God has revealed his word to the nation of Israel in a unique way and Israel
would grow into a more and more general knowledge of this as the knowledge of God's law spread not just to a particular caste of priests at its heart but to all people that all of them would know the law and the Lord that gave the law and through that knowledge that they would express that priestly character as people that teach and uphold the law in their own house, the house of Israel that is maintained by the priests and by each individual Israelite, extending that priestly vocation both internally in their own lives and then externally out towards the nations. What happens at Sinai is not just an event for individuals, it's the constitution of a people, it's a political event, this is the founding event of a whole nation. The nation is founded upon a divine covenant which points forward to and places limits upon everything else.
This people is not primarily
formed upon the consent of the governed. There is an event of consent here but it's not primarily that which establishes the government, rather God's government is recognised and submitted to. That divine government places limits upon all human government.
It also places limits upon
nationhood tied to land. They do not yet have a land. God will give them a land but they do not yet have a land.
Their identity as a people rests upon what God is doing with them primarily,
not upon any imminent factor. The people accept Moses's expression of God's message and then Moses reports this to God. We should note the way that Moses is playing the role of the intermediary here, it's emphasised.
God clearly knows what the people said but Moses still formally has to declare it to
him as a sort of go-between. Moses is the one who's arranging this covenant, who's establishing the two parties in relationship with each other. With this expression of covenant the time is ready for the formal establishment and ratification of the covenant, the covenant ceremony itself and the declaration of the covenant that occurs in the following chapter.

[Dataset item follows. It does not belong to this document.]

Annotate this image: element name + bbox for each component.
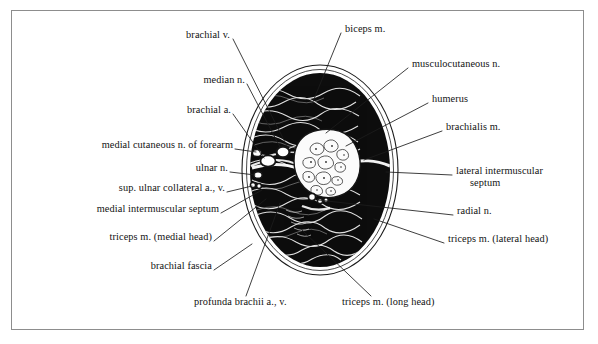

The covenant will also ratify
Moses's place as the mediator of the covenant and they must prepare themselves by maintaining their purity and washing their clothes. On the third day God will come and these three days can be associated with trial, with something like Abraham going to Mount Moriah and at that point God will come down in a theophany and speak to his people. Thinking about the number of days here we might notice that there are a lot of similarities with the story of the flood.
If you trace the number of
days it would seem that there are two periods of seven days after they first arrive and then there's a period of 40 days as Moses goes up the mountain. These are periods that we see in the story of the flood. Maybe we should see a connection between the flood narrative and the establishment of a covenant on this mountain.
It's not Mount Ararat, it's the Mount of Sinai and God is establishing
something that has cosmic significance again. In Moses and the people of Israel we see the seeds of a new world. At this point God demarcates different realms of Sinai and says that certain places should not be approached.
God's presence is in the cloud, the holy of holies as it were, and
Moses can ascend into that. And then there's the lower levels of the mountain, the holy place, where the priests and the elders could ascend but not the people. And the people are gathered around the base of the mountain as the people gather around in the courtyard of the tabernacle.
The seeming
association between this ordering of the mountain and the ordering of the tabernacle should alert us to the fact that the tabernacle is in many ways a portable mountain. When the tabernacle is built they leave Sinai and they can have this portable Sinai that they take with them. The same sort of regulations are established for that.
God's presence in the holy of holies of the tabernacle is similar
to God's presence at the very peak of the mountain. And many of the images that we associate with the mountain also come to be associated with the tabernacle. Smoke ascending from the sacrifices, the cloud, the cloud of the glory that enters the tabernacle, and the cloud that is also the cloud of smoke and other things, the fire that ascends, the trumpets that are blown, all these sorts of things.
These are signs of God's presence and they're elements of the tabernacle worship too. The strict laws against trespass apply in both cases. God's holiness requires a need for barriers and boundaries.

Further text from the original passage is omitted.